If your long-term disability claim has been denied or terminated, contact Monahan Tucker Law today to request a consultation.
1. What is an administrative record in a long-term disability claim?
The administrative record is the complete collection of documents, medical evidence, correspondence, and other materials submitted to the insurer during the claims and appeal process. Under ERISA, courts reviewing a denied claim generally rely only on the information in that record, which is why building it correctly during the appeal is critical.
2. How long do I have to appeal a denied long-term disability claim under ERISA?
Under ERISA, you typically have 180 days (approximately six months) from the date of the denial to submit your appeal. Missing this deadline can eliminate your right to appeal entirely. An experienced disability appeals lawyer can help you meet this deadline and ensure your appeal is complete.
3. What is the difference between an ERISA and a non-ERISA disability claim?
ERISA governs most disability plans provided through private employers. Non-ERISA claims typically arise from individual policies purchased by the insured, or plans offered by government employers or religious organizations. ERISA claims are governed by federal law and litigated in federal court. Non-ERISA claims are generally governed by state law and may include claims for breach of contract and insurance bad faith. Monahan Tucker Law handles both.
4. Can I file a lawsuit if my disability appeal is denied?
Yes. If your internal appeal is denied, the next step is to file a lawsuit against the insurer. Under ERISA, this lawsuit would be filed in federal court and would be decided largely on the administrative record built during your appeal. This is one reason why working with a disability appeals lawyer during the appeal stage, not after, is so important.

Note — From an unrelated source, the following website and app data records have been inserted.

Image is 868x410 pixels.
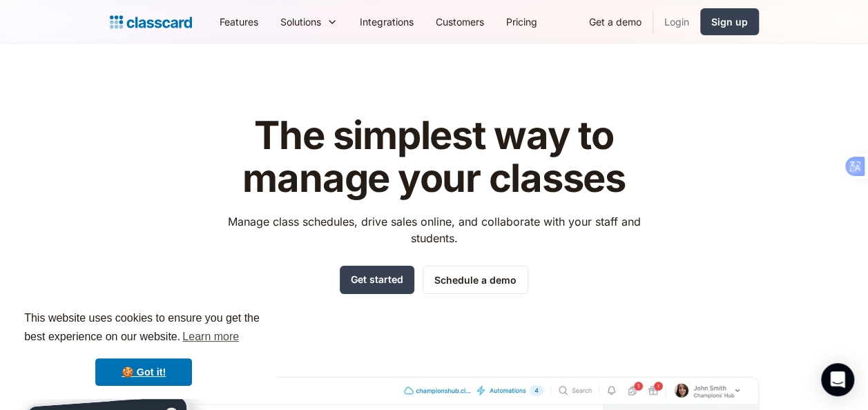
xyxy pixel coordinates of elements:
[110,13,192,32] a: Logo
[96,358,192,386] a: dismiss cookie message
[423,266,528,294] a: Schedule a demo
[424,6,495,37] a: Customers
[180,326,241,347] a: learn more about cookies
[349,6,424,37] a: Integrations
[11,297,276,399] div: cookieconsent
[215,115,653,200] h1: The simplest way to manage your classes
[711,14,748,29] div: Sign up
[653,6,700,37] a: Login
[280,14,321,29] div: Solutions
[700,8,759,35] a: Sign up
[495,6,548,37] a: Pricing
[821,363,854,397] div: Open Intercom Messenger
[24,310,263,347] span: This website uses cookies to ensure you get the best experience on our website.
[340,266,414,294] a: Get started
[578,6,652,37] a: Get a demo
[215,213,653,247] p: Manage class schedules, drive sales online, and collaborate with your staff and students.
[209,6,269,37] a: Features
[269,6,349,37] div: Solutions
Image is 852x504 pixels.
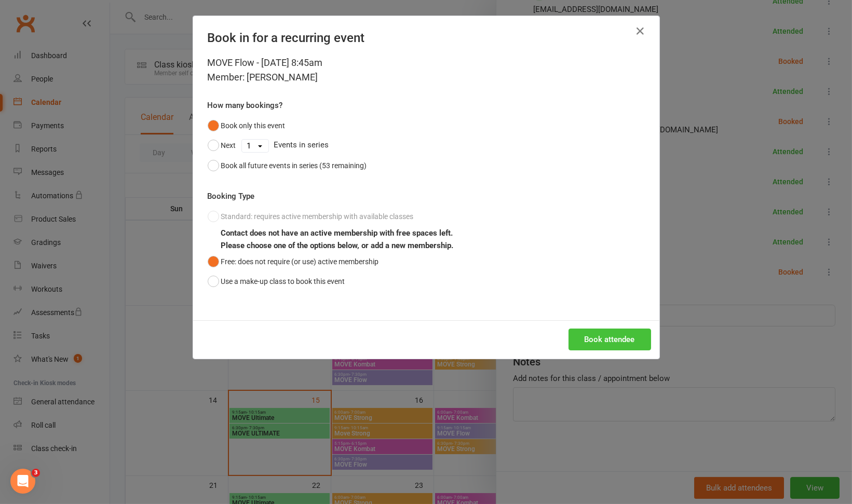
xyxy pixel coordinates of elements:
[208,271,345,291] button: Use a make-up class to book this event
[208,156,367,175] button: Book all future events in series (53 remaining)
[208,135,236,155] button: Next
[208,116,285,135] button: Book only this event
[10,469,35,494] iframe: Intercom live chat
[221,241,454,250] b: Please choose one of the options below, or add a new membership.
[568,329,651,350] button: Book attendee
[632,23,649,39] button: Close
[208,252,379,271] button: Free: does not require (or use) active membership
[221,160,367,171] div: Book all future events in series (53 remaining)
[32,469,40,477] span: 3
[208,135,645,155] div: Events in series
[208,99,283,112] label: How many bookings?
[208,56,645,85] div: MOVE Flow - [DATE] 8:45am Member: [PERSON_NAME]
[221,228,453,238] b: Contact does not have an active membership with free spaces left.
[208,31,645,45] h4: Book in for a recurring event
[208,190,255,202] label: Booking Type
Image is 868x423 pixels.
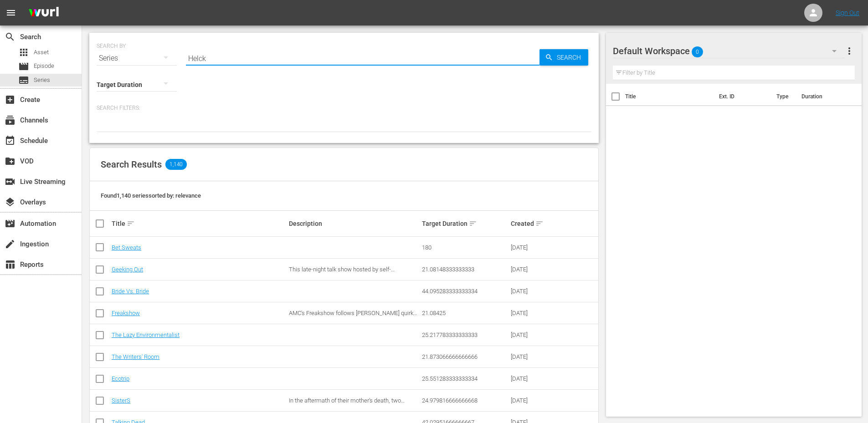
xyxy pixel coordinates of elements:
[34,61,54,71] span: Episode
[100,159,162,170] span: Search Results
[511,332,552,338] div: [DATE]
[796,84,850,109] th: Duration
[844,46,854,56] span: more_vert
[511,288,552,295] div: [DATE]
[5,218,16,229] span: Automation
[18,75,29,86] span: Series
[511,309,552,316] div: [DATE]
[553,50,588,65] span: Search
[112,375,129,382] a: Ecotrip
[836,9,859,17] a: Sign Out
[422,332,508,338] div: 25.217783333333333
[5,94,16,105] span: Create
[100,193,200,199] span: Found 1,140 series sorted by: relevance
[422,244,508,251] div: 180
[469,220,477,228] span: sort
[5,115,16,125] span: Channels
[289,397,417,410] span: In the aftermath of their mother's death, two sisters struggle through grief and find themselves.
[535,220,544,228] span: sort
[112,332,179,338] a: The Lazy Environmentalist
[613,38,845,64] div: Default Workspace
[112,288,149,295] a: Bride Vs. Bride
[422,309,508,316] div: 21.08425
[112,397,130,404] a: SisterS
[112,218,286,229] div: Title
[5,156,16,166] span: VOD
[289,309,416,323] span: AMC's Freakshow follows [PERSON_NAME] quirky family business - the Venice Beach Freakshow.
[5,238,16,250] span: Ingestion
[96,46,177,71] div: Series
[422,218,508,229] div: Target Duration
[112,353,160,360] a: The Writers' Room
[422,375,508,382] div: 25.551283333333334
[5,259,16,270] span: table_chart
[18,61,29,72] span: Episode
[21,2,65,23] img: ans4CAIJ8jUAAAAAAAAAAAAAAAAAAAAAAAAgQb4GAAAAAAAAAAAAAAAAAAAAAAAAJMjXAAAAAAAAAAAAAAAAAAAAAAAAgAT5G...
[34,48,49,57] span: Asset
[165,159,187,170] span: 1,140
[692,43,703,61] span: 0
[96,104,592,112] p: Search Filters:
[422,265,508,272] div: 21.08148333333333
[5,135,16,146] span: Schedule
[422,353,508,360] div: 21.873066666666666
[6,7,17,18] span: menu
[511,265,552,272] div: [DATE]
[112,265,143,272] a: Geeking Out
[511,218,552,229] div: Created
[625,84,713,109] th: Title
[422,288,508,295] div: 44.095283333333334
[112,309,140,316] a: Freakshow
[289,265,414,293] span: This late-night talk show hosted by self-proclaimed geeks [PERSON_NAME] and [PERSON_NAME], explor...
[5,176,16,187] span: Live Streaming
[511,244,552,251] div: [DATE]
[511,397,552,404] div: [DATE]
[5,31,16,43] span: Search
[112,244,141,251] a: Bet Sweats
[539,50,588,65] button: Search
[289,220,419,228] div: Description
[422,397,508,404] div: 24.979816666666668
[713,84,772,109] th: Ext. ID
[844,40,854,62] button: more_vert
[18,47,29,57] span: Asset
[511,375,552,382] div: [DATE]
[511,353,552,360] div: [DATE]
[34,76,50,85] span: Series
[5,196,16,207] span: Overlays
[771,84,796,109] th: Type
[127,220,135,228] span: sort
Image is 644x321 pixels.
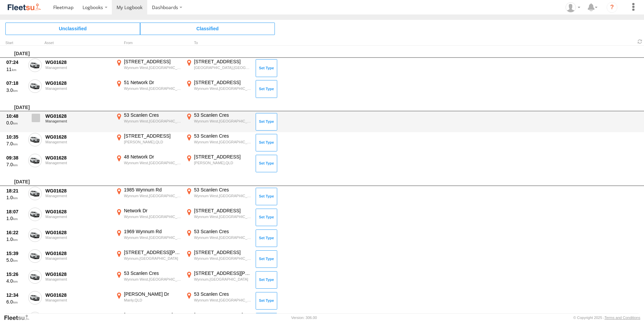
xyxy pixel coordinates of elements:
[124,235,181,240] div: Wynnum West,[GEOGRAPHIC_DATA]
[256,271,277,289] button: Click to Set
[6,251,25,257] div: 15:39
[6,209,25,215] div: 18:07
[114,208,182,227] label: Click to View Event Location
[45,161,111,165] div: Management
[6,155,25,161] div: 09:38
[124,312,181,318] div: [GEOGRAPHIC_DATA]
[184,133,252,152] label: Click to View Event Location
[194,187,251,193] div: 53 Scanlen Cres
[194,79,251,85] div: [STREET_ADDRESS]
[194,277,251,282] div: Wynnum,[GEOGRAPHIC_DATA]
[124,193,181,198] div: Wynnum West,[GEOGRAPHIC_DATA]
[6,162,25,168] div: 7.0
[6,236,25,242] div: 1.0
[194,312,251,318] div: [GEOGRAPHIC_DATA]
[45,257,111,260] div: Management
[124,79,181,85] div: 51 Network Dr
[44,41,112,45] div: Asset
[124,256,181,261] div: Wynnum,[GEOGRAPHIC_DATA]
[124,65,181,70] div: Wynnum West,[GEOGRAPHIC_DATA]
[45,155,111,161] div: WG01628
[114,249,182,269] label: Click to View Event Location
[45,298,111,302] div: Management
[256,251,277,268] button: Click to Set
[124,119,181,123] div: Wynnum West,[GEOGRAPHIC_DATA]
[184,249,252,269] label: Click to View Event Location
[6,313,25,319] div: 12:16
[6,80,25,86] div: 07:18
[194,214,251,219] div: Wynnum West,[GEOGRAPHIC_DATA]
[194,65,251,70] div: [GEOGRAPHIC_DATA],[GEOGRAPHIC_DATA]
[256,59,277,77] button: Click to Set
[114,133,182,152] label: Click to View Event Location
[124,140,181,144] div: [PERSON_NAME],QLD
[6,134,25,140] div: 10:35
[124,154,181,160] div: 48 Network Dr
[194,298,251,303] div: Wynnum West,[GEOGRAPHIC_DATA]
[45,87,111,90] div: Management
[605,316,640,320] a: Terms and Conditions
[6,299,25,305] div: 6.0
[636,38,644,45] span: Refresh
[124,112,181,118] div: 53 Scanlen Cres
[6,113,25,119] div: 10:48
[124,291,181,297] div: [PERSON_NAME] Dr
[184,41,252,45] div: To
[45,215,111,219] div: Management
[194,228,251,235] div: 53 Scanlen Cres
[184,187,252,206] label: Click to View Event Location
[124,58,181,64] div: [STREET_ADDRESS]
[194,112,251,118] div: 53 Scanlen Cres
[6,278,25,284] div: 4.0
[6,257,25,263] div: 5.0
[184,79,252,99] label: Click to View Event Location
[184,228,252,248] label: Click to View Event Location
[45,230,111,236] div: WG01628
[45,80,111,86] div: WG01628
[45,236,111,239] div: Management
[194,270,251,276] div: [STREET_ADDRESS][PERSON_NAME]
[114,58,182,78] label: Click to View Event Location
[256,80,277,98] button: Click to Set
[45,251,111,257] div: WG01628
[6,41,26,45] div: Click to Sort
[124,277,181,282] div: Wynnum West,[GEOGRAPHIC_DATA]
[45,271,111,277] div: WG01628
[114,79,182,99] label: Click to View Event Location
[45,119,111,123] div: Management
[563,3,583,12] div: Richard Bacon
[124,187,181,193] div: 1985 Wynnum Rd
[124,298,181,303] div: Manly,QLD
[114,270,182,290] label: Click to View Event Location
[6,23,140,35] span: Click to view Unclassified Trips
[291,316,317,320] div: Version: 306.00
[256,209,277,226] button: Click to Set
[573,316,640,320] div: © Copyright 2025 -
[114,228,182,248] label: Click to View Event Location
[6,87,25,93] div: 3.0
[45,277,111,281] div: Management
[45,194,111,198] div: Management
[194,256,251,261] div: Wynnum West,[GEOGRAPHIC_DATA]
[194,86,251,91] div: Wynnum West,[GEOGRAPHIC_DATA]
[256,230,277,247] button: Click to Set
[140,23,275,35] span: Click to view Classified Trips
[4,315,35,321] a: Visit our Website
[194,208,251,214] div: [STREET_ADDRESS]
[45,134,111,140] div: WG01628
[194,291,251,297] div: 53 Scanlen Cres
[184,58,252,78] label: Click to View Event Location
[6,141,25,147] div: 7.0
[6,216,25,222] div: 1.0
[184,154,252,173] label: Click to View Event Location
[256,134,277,152] button: Click to Set
[184,291,252,311] label: Click to View Event Location
[45,66,111,70] div: Management
[124,228,181,235] div: 1969 Wynnum Rd
[606,2,617,13] i: ?
[194,154,251,160] div: [STREET_ADDRESS]
[184,270,252,290] label: Click to View Event Location
[194,119,251,123] div: Wynnum West,[GEOGRAPHIC_DATA]
[194,235,251,240] div: Wynnum West,[GEOGRAPHIC_DATA]
[194,140,251,144] div: Wynnum West,[GEOGRAPHIC_DATA]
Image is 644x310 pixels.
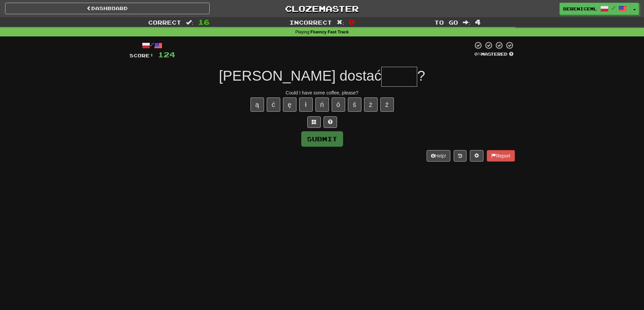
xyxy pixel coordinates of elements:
[337,20,344,26] span: :
[300,98,313,112] button: ł
[186,20,193,26] span: :
[475,18,481,26] span: 4
[487,150,515,162] button: Report
[129,53,154,58] span: Score:
[307,117,321,128] button: Switch sentence to multiple choice alt+p
[349,18,354,26] span: 0
[129,41,175,50] div: /
[612,6,615,10] span: /
[463,20,471,26] span: :
[364,98,378,112] button: ż
[315,98,329,112] button: ń
[198,18,210,26] span: 16
[5,2,210,14] a: Dashboard
[559,2,631,15] a: bereniceml /
[219,68,382,84] span: [PERSON_NAME] dostać
[158,51,175,59] span: 124
[290,19,332,26] span: Incorrect
[348,98,362,112] button: ś
[310,30,349,35] strong: Fluency Fast Track
[332,98,345,112] button: ó
[148,19,181,26] span: Correct
[435,19,458,26] span: To go
[417,68,425,84] span: ?
[220,2,424,15] a: Clozemaster
[283,98,296,112] button: ę
[380,98,394,112] button: ź
[301,131,344,147] button: Submit
[251,98,264,112] button: ą
[266,98,281,112] button: ć
[475,51,481,56] span: 0 %
[454,150,466,162] button: Round history (alt+y)
[324,117,337,128] button: Single letter hint - you only get 1 per sentence and score half the points! alt+h
[427,150,451,162] button: Help!
[129,90,515,96] div: Could I have some coffee, please?
[473,51,515,57] div: Mastered
[564,6,597,12] span: bereniceml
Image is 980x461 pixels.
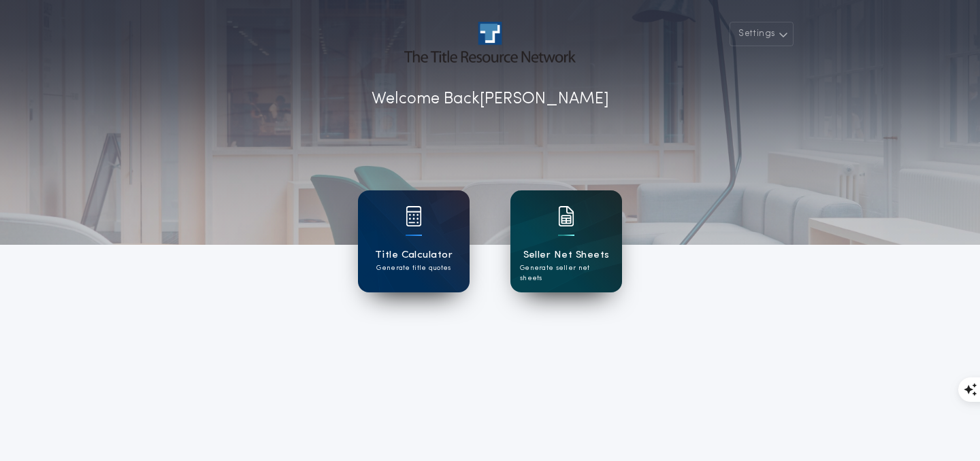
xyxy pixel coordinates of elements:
img: card icon [406,206,422,226]
button: Settings [730,22,793,47]
img: card icon [558,206,575,226]
img: account-logo [404,22,576,63]
p: Generate title quotes [376,264,451,274]
a: card iconTitle CalculatorGenerate title quotes [358,191,470,292]
p: Welcome Back [PERSON_NAME] [371,87,610,112]
a: card iconSeller Net SheetsGenerate seller net sheets [510,191,622,292]
p: Generate seller net sheets [520,264,613,284]
h1: Seller Net Sheets [524,247,610,264]
h1: Title Calculator [375,247,453,264]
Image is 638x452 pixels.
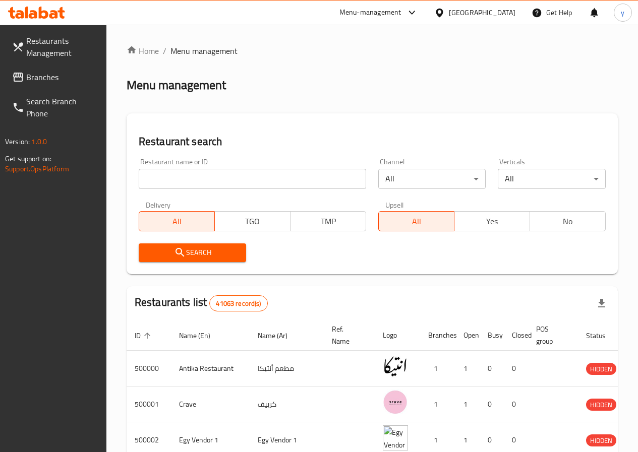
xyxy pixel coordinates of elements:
a: Search Branch Phone [4,89,106,126]
span: POS group [536,323,566,347]
span: Restaurants Management [26,35,98,59]
button: No [530,211,606,231]
th: Branches [420,320,455,351]
span: 1.0.0 [31,135,47,148]
img: Egy Vendor 1 [383,426,408,451]
td: 0 [480,387,504,423]
td: 1 [455,351,480,387]
td: Antika Restaurant [171,351,250,387]
span: Yes [458,214,526,229]
span: Status [586,330,619,342]
td: 1 [455,387,480,423]
nav: breadcrumb [127,45,618,57]
button: TGO [214,211,291,231]
span: Search Branch Phone [26,95,98,120]
input: Search for restaurant name or ID.. [139,169,366,189]
td: 1 [420,351,455,387]
div: [GEOGRAPHIC_DATA] [449,7,515,18]
td: Crave [171,387,250,423]
div: All [378,169,486,189]
span: Search [147,247,239,259]
h2: Restaurant search [139,134,606,149]
label: Delivery [146,201,171,208]
span: y [621,7,624,18]
img: Crave [383,390,408,415]
span: Branches [26,71,98,83]
th: Busy [480,320,504,351]
a: Support.OpsPlatform [5,162,69,176]
span: HIDDEN [586,399,616,411]
a: Home [127,45,159,57]
span: TMP [295,214,362,229]
span: Menu management [170,45,238,57]
button: All [139,211,215,231]
span: TGO [219,214,286,229]
span: Ref. Name [332,323,363,347]
span: No [534,214,602,229]
div: HIDDEN [586,363,616,375]
th: Open [455,320,480,351]
td: 0 [504,351,528,387]
a: Restaurants Management [4,29,106,65]
h2: Restaurants list [135,295,268,312]
td: 500001 [127,387,171,423]
button: TMP [290,211,366,231]
span: Name (Ar) [258,330,301,342]
td: 0 [480,351,504,387]
th: Logo [375,320,420,351]
span: HIDDEN [586,435,616,447]
a: Branches [4,65,106,89]
span: ID [135,330,154,342]
h2: Menu management [127,77,226,93]
img: Antika Restaurant [383,354,408,379]
span: All [383,214,450,229]
td: كرييف [250,387,324,423]
td: 500000 [127,351,171,387]
button: Yes [454,211,530,231]
td: مطعم أنتيكا [250,351,324,387]
div: All [498,169,606,189]
td: 0 [504,387,528,423]
span: HIDDEN [586,364,616,375]
div: Menu-management [339,7,401,19]
span: Version: [5,135,30,148]
span: Get support on: [5,152,51,165]
th: Closed [504,320,528,351]
td: 1 [420,387,455,423]
span: 41063 record(s) [210,299,267,309]
label: Upsell [385,201,404,208]
div: Export file [590,292,614,316]
button: All [378,211,454,231]
li: / [163,45,166,57]
span: All [143,214,211,229]
button: Search [139,244,247,262]
span: Name (En) [179,330,223,342]
div: Total records count [209,296,267,312]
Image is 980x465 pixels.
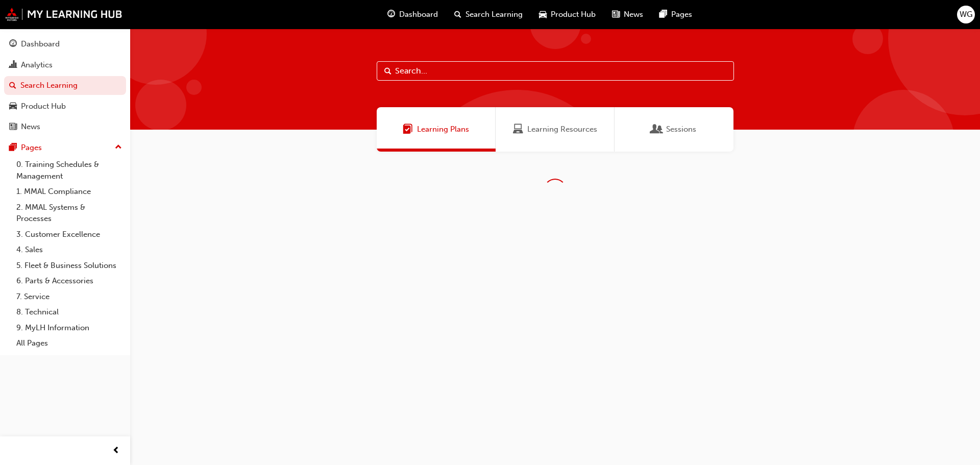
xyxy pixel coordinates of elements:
span: WG [959,9,972,20]
img: mmal [5,8,123,21]
span: up-icon [115,141,122,155]
a: Dashboard [4,35,126,54]
a: 1. MMAL Compliance [12,184,126,200]
span: news-icon [9,123,17,132]
a: search-iconSearch Learning [446,4,530,25]
a: 9. MyLH Information [12,320,126,336]
span: Search Learning [466,9,522,20]
span: Product Hub [550,9,595,20]
span: Pages [671,9,692,20]
span: car-icon [538,8,546,21]
a: 8. Technical [12,304,126,320]
span: search-icon [9,81,16,91]
a: pages-iconPages [651,4,700,25]
button: Pages [4,139,126,158]
span: pages-icon [9,144,17,153]
span: News [623,9,643,20]
a: SessionsSessions [614,107,733,152]
button: WG [957,6,974,24]
a: News [4,118,126,137]
div: Pages [21,142,42,154]
span: Sessions [666,124,696,136]
span: Learning Plans [417,124,469,136]
span: search-icon [454,8,462,21]
a: 2. MMAL Systems & Processes [12,200,126,227]
a: 7. Service [12,289,126,305]
a: Analytics [4,56,126,75]
a: guage-iconDashboard [379,4,446,25]
span: Learning Resources [527,124,597,136]
a: Learning ResourcesLearning Resources [495,107,614,152]
a: 5. Fleet & Business Solutions [12,257,126,273]
div: News [21,121,40,133]
span: guage-icon [387,8,395,21]
span: news-icon [612,8,619,21]
a: Product Hub [4,97,126,116]
span: Search [384,66,392,77]
div: Analytics [21,59,53,71]
span: prev-icon [113,445,120,458]
span: Learning Plans [403,124,413,136]
button: DashboardAnalyticsSearch LearningProduct HubNews [4,33,126,139]
a: 6. Parts & Accessories [12,273,126,289]
input: Search... [377,61,734,81]
span: Learning Resources [512,124,523,136]
a: 4. Sales [12,242,126,257]
span: Sessions [651,124,662,136]
div: Dashboard [21,38,60,50]
a: 3. Customer Excellence [12,227,126,242]
a: Search Learning [4,76,126,95]
a: 0. Training Schedules & Management [12,157,126,184]
div: Product Hub [21,101,66,113]
a: All Pages [12,335,126,351]
a: news-iconNews [603,4,651,25]
span: guage-icon [9,40,17,49]
span: car-icon [9,102,17,112]
span: chart-icon [9,61,17,70]
span: Dashboard [399,9,438,20]
a: car-iconProduct Hub [530,4,603,25]
a: Learning PlansLearning Plans [377,107,495,152]
span: pages-icon [659,8,667,21]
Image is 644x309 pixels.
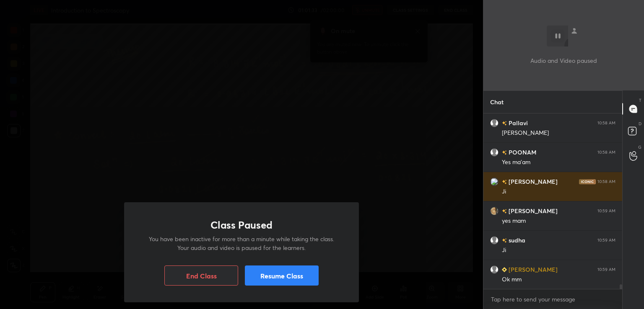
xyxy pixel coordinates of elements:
h6: [PERSON_NAME] [507,207,558,216]
p: You have been inactive for more than a minute while taking the class. Your audio and video is pau... [144,235,339,252]
img: iconic-dark.1390631f.png [579,179,596,184]
p: T [640,97,642,103]
img: no-rating-badge.077c3623.svg [502,150,507,155]
div: Yes ma'am [502,158,616,167]
div: 10:59 AM [598,238,616,243]
div: Ji [502,246,616,255]
h6: [PERSON_NAME] [507,177,558,186]
p: G [638,144,642,150]
div: Ok mm [502,275,616,284]
img: no-rating-badge.077c3623.svg [502,121,507,126]
div: 10:59 AM [598,208,616,214]
img: default.png [490,266,499,274]
div: 10:59 AM [598,267,616,273]
h6: POONAM [507,148,537,157]
div: grid [484,114,623,289]
img: default.png [490,149,499,157]
img: no-rating-badge.077c3623.svg [502,180,507,184]
img: no-rating-badge.077c3623.svg [502,209,507,214]
div: Ji [502,188,616,196]
img: default.png [490,236,499,245]
img: no-rating-badge.077c3623.svg [502,238,507,243]
h6: Pallavi [507,119,528,128]
button: End Class [164,266,238,286]
button: Resume Class [245,266,319,286]
div: 10:58 AM [598,150,616,155]
p: Chat [484,91,511,113]
div: [PERSON_NAME] [502,129,616,138]
div: 10:58 AM [598,179,616,184]
img: 3ba5f3331d8f441b9759f01e6fcbb600.jpg [490,207,499,216]
div: yes mam [502,217,616,225]
h6: sudha [507,236,526,245]
h1: Class Paused [211,219,273,231]
p: D [639,121,642,127]
p: Audio and Video paused [531,56,597,65]
h6: [PERSON_NAME] [507,265,558,274]
img: 3 [490,178,499,186]
div: 10:58 AM [598,121,616,126]
img: Learner_Badge_beginner_1_8b307cf2a0.svg [502,267,507,273]
img: default.png [490,119,499,128]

During an appeal a good attorney is not just preparing your file for appeal, but for litigation.
5. What types of clients does Monahan Tucker Law represent?
Monahan Tucker Law represents professionals, executives, and business owners in complex disability insurance disputes. The firm handles ERISA and non-ERISA claims across California, Oregon, Washington, Nevada, and Arizona, including all employees nationwide of corporations headquartered in those states.

Helping insureds nationwide with policies based in California, Oregon, Washington, Nevada and Arizona.